At least the Wraithguard will be immune to Poison (at the very least) and possibly have the "headshot" being in the chest (soul stone) instead of the actual "head".
Luckily EC follows the lore more closely than the TT, and you can't really poison something "dead" and the poison wouldn't work then, just like you can't poison a robot or a rhino (unless you count corruption as poison). Also, Nathan said the Wraithguard would be immune
You make it sound like the hyper advanced race of sadists would not take the time to make their poisons corrosive to be effective against a) ectoplasmic warp manifestations b) self repairing robots c) virulent fleshbags and d) the constructs of their lesser kin. After seeing what snake venom can do to people, I'm quite willing to accept a poison effect that can melt wraithbone and necrodermis. Also RIP painboy.
It wouldn't be poison then, it would more likely be some powerful acid or alkali which would indeed damage the wraithbone (and everything else). According the the Marrian-Webster a poison is "a substance that through its chemical action usually kills, injures, or impairs an organism". The important part there is the word "organism", as a Wraithguard is not an organism and nor are other constructs or vehicles, partially due to the fact that an organism is a living being or system. The can obviously exists poisons that are capable of damage non-living matter, but that will not be due to the poison itself, but due to the poison containing chemicals which in some way reacts with the inorganic matter in some way, like if the poison was acidic too. Some venomous snakes inject digestive substances alongside their venom to speed up the digestion process, this is also seen with some spider species, like the brown recluse spider, which venom can dissolve flesh. Examples of poisons that are also acids: - Hydrofluoric acid - Fluorosulfuric acid - Chlorine trifluoride (this one is so silly dangerous it is almost funny. It is very toxic, extreme reactive with most organic and inorganic compounds including glass, will initiate combustion of many non-flammable compounds without the need for a heat source, it is more oxidizing than oxygen meaning that it can ignite even ashes and sand ). There even is a TV Tropes on the matter: http://tvtropes.org/pmwiki/pmwiki.php/Main/PoisonIsCorrosive
40k is reliant on tropes. Poison is a catch all that includes a crystallizing virus, not going to argue the semantics of that. Wraithguard/necrons/daemons/nurgle marines are vulnerable to poison, and in fact the best counter to a wraith army (when that was possible) was poison.

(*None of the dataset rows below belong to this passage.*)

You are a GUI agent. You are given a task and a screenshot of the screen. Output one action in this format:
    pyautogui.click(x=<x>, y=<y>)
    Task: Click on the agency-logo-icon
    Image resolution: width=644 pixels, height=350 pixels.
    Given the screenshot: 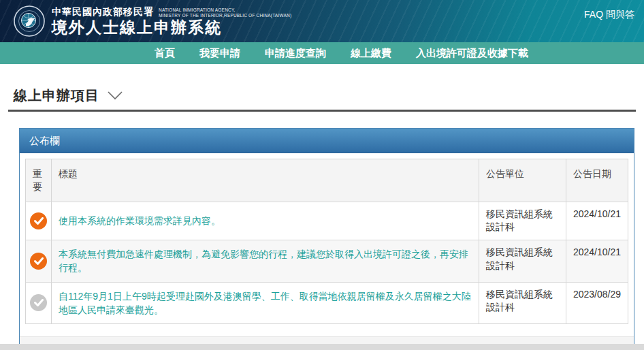 What is the action you would take?
    pyautogui.click(x=29, y=21)
    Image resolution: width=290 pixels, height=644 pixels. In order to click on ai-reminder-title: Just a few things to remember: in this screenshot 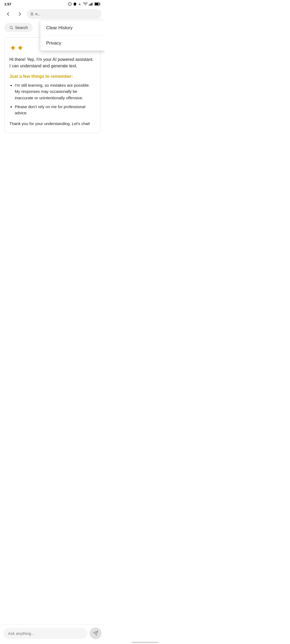, I will do `click(52, 76)`.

I'm a big TT fan, that's all. If they go a different direction that's their prerogative (those painboyz though) and I'm not upset by it. But there is precedent for wraith taking poison damage.

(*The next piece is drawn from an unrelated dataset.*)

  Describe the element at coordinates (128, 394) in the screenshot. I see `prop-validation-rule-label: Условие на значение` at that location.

*Ahem* Friendly neighbourhood Haemonculus calling in, you can INDEED poison wraithbone constructs. With SOUL-poisoning, as that's the only relatively organic part of them left. Physically you want acid. Lots of acid. You know who else has lots of acid for sale? This guy! Buy two vials for the price of three. But the poison that painboyz and apothecaries are packing won't really do anything.

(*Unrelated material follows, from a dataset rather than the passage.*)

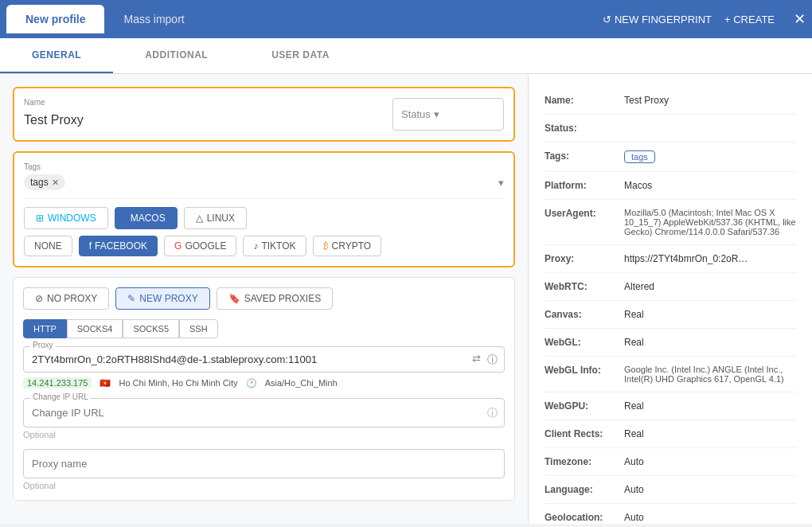 Image resolution: width=812 pixels, height=527 pixels. Describe the element at coordinates (264, 182) in the screenshot. I see `tags-row: tags ✕ ▾` at that location.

You say that like an accelerated fungi used as a clotting agent with an innate psychic field isn't harmful to a warp-generated material. You know what wraithbone is like? A rock. You know what eats rocks? Fungus! WAAAGH!!!
Hah! That is where you have failed, for it is not mere rock, it is a warp generated material with bone-like properties, and can take a lot of punishment, but rock it is not! Regardless, the only way you're truly poisoning a Wraith construct is with something arcane that damages their very soul itself. Acid doesn't count. And even with some form of soul-poison, there are Spiritseers that may completely negate the effect by just guiding them.
I find myself relying more and more on point form to avoid overly long posts. -Again, poison of the trope variant. Doesn't matter if it's a poison, venom, toxin, virus, phage, bacteria, acid, alkaline, or crystallizing compound. We're in 40k, the science lost to fantasy long ago. -Wraithbone is a rock. Is it malleable, elastic, or particularly conductive (thermal or electrical)? Nope, it's a rock. Crystal if ya wanna get crazy, and metal if you go astrophysical on me. (I even used the term warp-generated material first...) -I see your special warp rock and raise you bio-engineered fighting warp fungi. That's right, the Old Ones left two psychically charged races. -Don't care about the spirit stone, just need to kill the construct. Mobility kill you might say. In conclusion Ork fungal poison is a totally legit method of destroying wraithbone. The moral of this story is that if you want your constructs to be immune to poison, play D&D.